Sid nodded, slowly, and tentatively followed Ervantes back to his room.
Inside, the light was completely off. Ervantes kicked the door shut. Neither of them sat down.
Ervantes was a bit taller than Sid, and was long and spindly besides. They didn't quite know what to say to each other, or at least Sid didn't. He felt like he should apologize more, but that would ruin the moment. He thought he should ask Ervantes to kiss him, but he didn't want to make any demands. That was what had gotten him into this problem in the first place, kinda.
He was feeling unusually timid. Let Ervantes do what he wished, rather than Sid climbing all on top of him.
And then Ervantes did. He leaned slightly forward, and placed his hand on Sid's cheek, slowly nudging his glasses up off his nose towards his forehead.
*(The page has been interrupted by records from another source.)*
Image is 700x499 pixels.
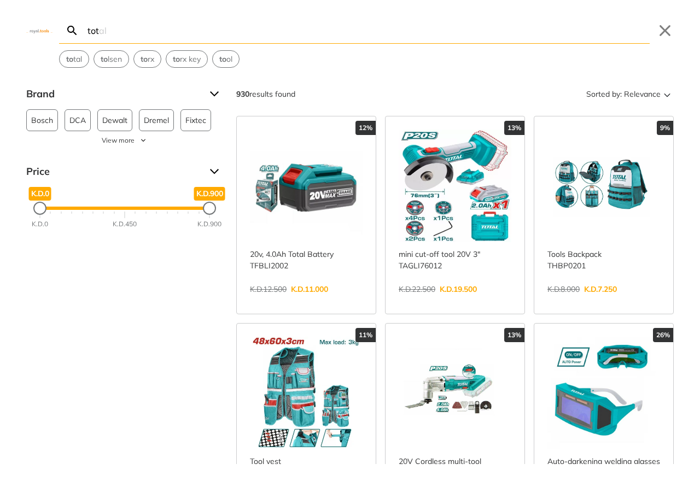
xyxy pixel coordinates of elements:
[59,50,89,68] div: Suggestion: total
[102,136,134,145] span: View more
[26,163,201,180] span: Price
[504,328,524,342] div: 13%
[219,54,226,64] strong: to
[185,110,206,131] span: Fixtec
[173,54,180,64] strong: to
[355,121,375,135] div: 12%
[66,54,73,64] strong: to
[60,51,89,67] button: Select suggestion: total
[113,219,137,229] div: K.D.450
[166,50,208,68] div: Suggestion: torx key
[33,202,46,215] div: Minimum Price
[660,87,673,101] svg: Sort
[656,121,673,135] div: 9%
[26,109,58,131] button: Bosch
[212,50,239,68] div: Suggestion: tool
[93,50,129,68] div: Suggestion: tolsen
[656,22,673,39] button: Close
[101,54,108,64] strong: to
[213,51,239,67] button: Select suggestion: tool
[236,85,295,103] div: results found
[66,24,79,37] svg: Search
[97,109,132,131] button: Dewalt
[166,51,207,67] button: Select suggestion: torx key
[134,51,161,67] button: Select suggestion: torx
[584,85,673,103] button: Sorted by:Relevance Sort
[504,121,524,135] div: 13%
[31,110,53,131] span: Bosch
[180,109,211,131] button: Fixtec
[32,219,48,229] div: K.D.0
[26,28,52,33] img: Close
[203,202,216,215] div: Maximum Price
[133,50,161,68] div: Suggestion: torx
[173,54,201,65] span: rx key
[69,110,86,131] span: DCA
[653,328,673,342] div: 26%
[139,109,174,131] button: Dremel
[26,136,223,145] button: View more
[85,17,649,43] input: Search…
[64,109,91,131] button: DCA
[624,85,660,103] span: Relevance
[66,54,82,65] span: tal
[140,54,154,65] span: rx
[144,110,169,131] span: Dremel
[219,54,232,65] span: ol
[26,85,201,103] span: Brand
[140,54,148,64] strong: to
[236,89,249,99] strong: 930
[102,110,127,131] span: Dewalt
[101,54,122,65] span: lsen
[94,51,128,67] button: Select suggestion: tolsen
[355,328,375,342] div: 11%
[197,219,221,229] div: K.D.900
Sid pulled the offending object off his face and tossed the glasses onto Ervantes's desk. At least in a world of silence, they couldn't exactly argue with eachother.
Sid held his breath as Ervantes leaned in towards him, and they kissed. Sid tried not to let his hands wander. He didn't want to be too pushy, but he couldn't help looping his arms around Ervantes' neck. From the way that Ervantes put his hands on Sid's hips, he didn't seem to mind all that much.